“Unraveling Desires and Dread: A Deep Dive into Casey Mulligan Walsh’s ‘The Full Catastrophe'”

"Unraveling Desires and Dread: A Deep Dive into Casey Mulligan Walsh's 'The Full Catastrophe'"

Shortly after Papa’s day-of-rest death, while reading on the treadmill — where I likewise sweat and cried my way through most of Walsh’s book — I stumbled upon the simple sentence, “On Shabbat, we still.” And I thought: Yes, we do. Yes, he did. And then I thought back to Walsh’s perfect piece of flash, where I first “met” her, or at least the narrator-version of her. That still-praying, still mama-bear woman who completely eviscerated me was honoring Eric’s memory even then, as he (her boy who could never sit still) lay still in the center of the room, where everything — especially time — went still. It undid me to know that Walsh’s dearly departed son was still with her, still shouting from beyond or “the tops of the trees” — even as those standing-still minutes turned into hours, days, weeks, months, and eventually decades — and it will undo you too if it hasn’t already. In fact, to read it again, I am still simultaneously gutted and buoyed by the knowledge that Eric — her lost boy, her heart, her “traveler who’s lost his way” — is, more than a quarter century later, “closer to [her] now, in many ways, than he has been” in years: her shining star, with her everywhere. Still.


Work instruction => Only the lines holding the string "Missouri" are needed; copy each of them from the data.

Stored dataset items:
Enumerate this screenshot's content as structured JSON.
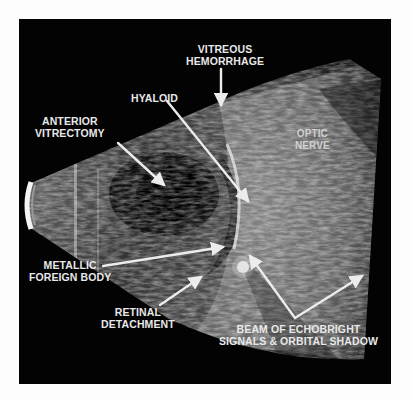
{
  "figure": {
    "type": "B-scan ocular ultrasound",
    "background_color": "#030303",
    "label_color": "#e8e8e8",
    "labels": {
      "vitreous_hemorrhage": [
        "VITREOUS",
        "HEMORRHAGE"
      ],
      "hyaloid": [
        "HYALOID"
      ],
      "anterior_vitrectomy": [
        "ANTERIOR",
        "VITRECTOMY"
      ],
      "optic_nerve": [
        "OPTIC",
        "NERVE"
      ],
      "metallic_foreign_body": [
        "METALLIC",
        "FOREIGN BODY"
      ],
      "retinal_detachment": [
        "RETINAL",
        "DETACHMENT"
      ],
      "beam": [
        "BEAM OF ECHOBRIGHT",
        "SIGNALS & ORBITAL SHADOW"
      ]
    }
  }
}
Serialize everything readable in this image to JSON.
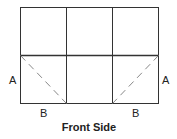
{
  "diagram": {
    "caption": "Front Side",
    "labels": {
      "left_a": "A",
      "right_a": "A",
      "left_b": "B",
      "right_b": "B"
    },
    "grid": {
      "columns": 3,
      "rows": 2
    },
    "colors": {
      "line": "#333333",
      "dashed": "#888888"
    }
  }
}
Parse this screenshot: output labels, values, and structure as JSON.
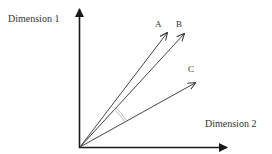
{
  "diagram": {
    "axes": {
      "y_label": "Dimension 1",
      "x_label": "Dimension 2",
      "color": "#1a1a1a"
    },
    "vectors": [
      {
        "name": "A",
        "tip": [
          167,
          33
        ]
      },
      {
        "name": "B",
        "tip": [
          184,
          34
        ]
      },
      {
        "name": "C",
        "tip": [
          195,
          83
        ]
      }
    ],
    "angle_marker": {
      "between": [
        "B",
        "C"
      ],
      "color": "#999999"
    },
    "vector_color": "#444444"
  }
}
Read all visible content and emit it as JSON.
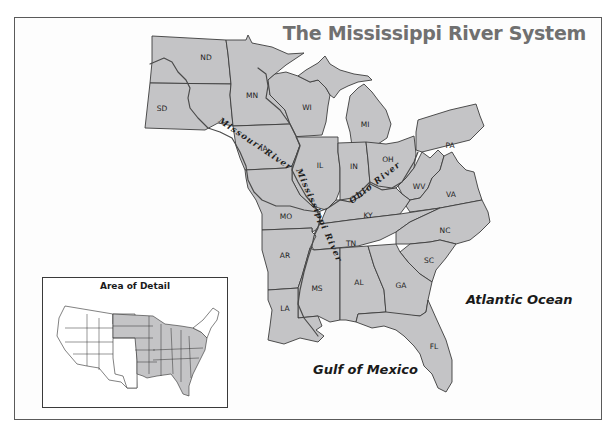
{
  "map": {
    "title": "The Mississippi River System",
    "states": [
      {
        "abbr": "ND",
        "x": 206,
        "y": 60
      },
      {
        "abbr": "SD",
        "x": 162,
        "y": 110
      },
      {
        "abbr": "MN",
        "x": 252,
        "y": 96
      },
      {
        "abbr": "WI",
        "x": 307,
        "y": 108
      },
      {
        "abbr": "MI",
        "x": 365,
        "y": 125
      },
      {
        "abbr": "IA",
        "x": 264,
        "y": 149
      },
      {
        "abbr": "IL",
        "x": 320,
        "y": 166
      },
      {
        "abbr": "IN",
        "x": 355,
        "y": 167
      },
      {
        "abbr": "OH",
        "x": 388,
        "y": 160
      },
      {
        "abbr": "PA",
        "x": 451,
        "y": 148
      },
      {
        "abbr": "WV",
        "x": 419,
        "y": 187
      },
      {
        "abbr": "VA",
        "x": 451,
        "y": 196
      },
      {
        "abbr": "MO",
        "x": 287,
        "y": 219
      },
      {
        "abbr": "KY",
        "x": 368,
        "y": 216
      },
      {
        "abbr": "TN",
        "x": 351,
        "y": 245
      },
      {
        "abbr": "NC",
        "x": 445,
        "y": 232
      },
      {
        "abbr": "SC",
        "x": 429,
        "y": 262
      },
      {
        "abbr": "AR",
        "x": 285,
        "y": 257
      },
      {
        "abbr": "MS",
        "x": 317,
        "y": 290
      },
      {
        "abbr": "AL",
        "x": 359,
        "y": 284
      },
      {
        "abbr": "GA",
        "x": 401,
        "y": 287
      },
      {
        "abbr": "LA",
        "x": 285,
        "y": 310
      },
      {
        "abbr": "FL",
        "x": 434,
        "y": 348
      }
    ],
    "rivers": [
      {
        "name": "Missouri River",
        "label": "Missouri River"
      },
      {
        "name": "Mississippi River",
        "label": "Mississippi River"
      },
      {
        "name": "Ohio River",
        "label": "Ohio River"
      }
    ],
    "water_bodies": {
      "atlantic": "Atlantic Ocean",
      "gulf": "Gulf of Mexico"
    },
    "colors": {
      "land": "#c4c4c6",
      "border": "#3c3c3c",
      "title": "#707070",
      "background": "#fdfdfd"
    }
  },
  "inset": {
    "title": "Area of Detail"
  }
}
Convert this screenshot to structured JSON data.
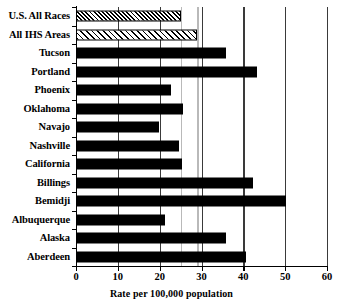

Answer section =>
        "name": "Missouri River",
        "label": "Missouri River"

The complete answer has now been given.